The pace of worldwide material production and its deleterious effect on the climate motivate the need for materially efficient and sustainable methods of manufacture.

Additive manufacturing (AM), commonly referred to as 3D Printing, presents one approach to sustainable manufacturing, affording complexity at high resolution with minimal scrap. For example, polymer, ceramic, and metal materials have been employed in AM to produce parts across industries as varied as aerospace to construction.

Nevertheless, metal AM remains a high-cost process with slow process rates and build environments that are challenging to scale up, impeding the application of these manufacturing techniques but for products for which the cost per volume is significant.

Liquid Metal Printing (LMP) is a novel approach to AM that is fast, scalable, and low cost, invented by the Self-Assembly Lab at MIT in 2020. However, this technique is nascent, and has only been developed to print with low melting point alloys that are unsuitable for any realistic use.
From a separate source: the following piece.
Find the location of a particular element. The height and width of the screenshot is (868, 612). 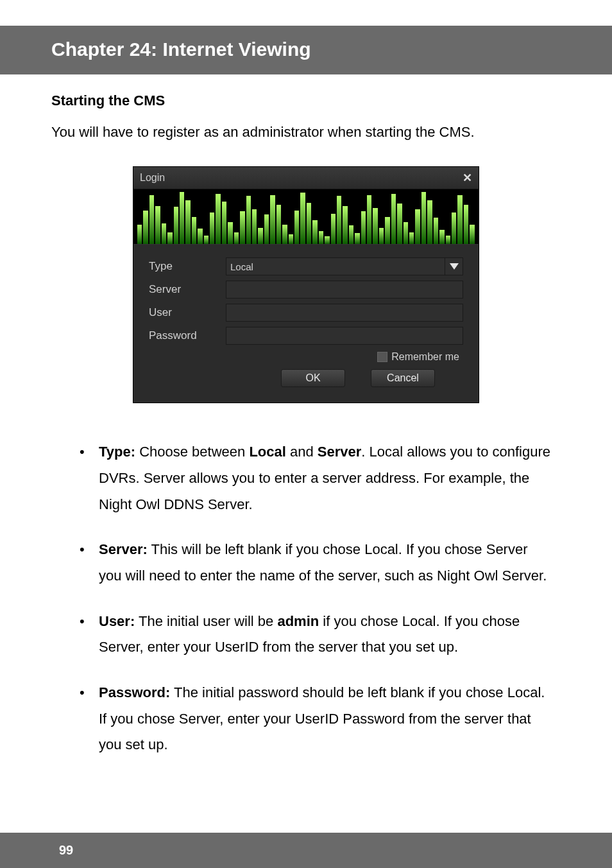

bullet-type: Type: Choose between Local and Server. L… is located at coordinates (317, 478).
Notwithstanding, LMP offers a new way of thinking about additive manufacturing by printing large scale, low resolution parts extremely quickly.

Therefore, this thesis explores the redesign of several of the LMP components to print aluminum, describes a set of design rules and toolpath strategies for printing 2.5D multi-layer structures, and proposes several theoretical models for characterizing the print output. Finally, through a selection of case studies, this thesis assesses the applicability of LMP as a coarse resolution, but extremely fast, additive manufacturing process in mechanical and product design.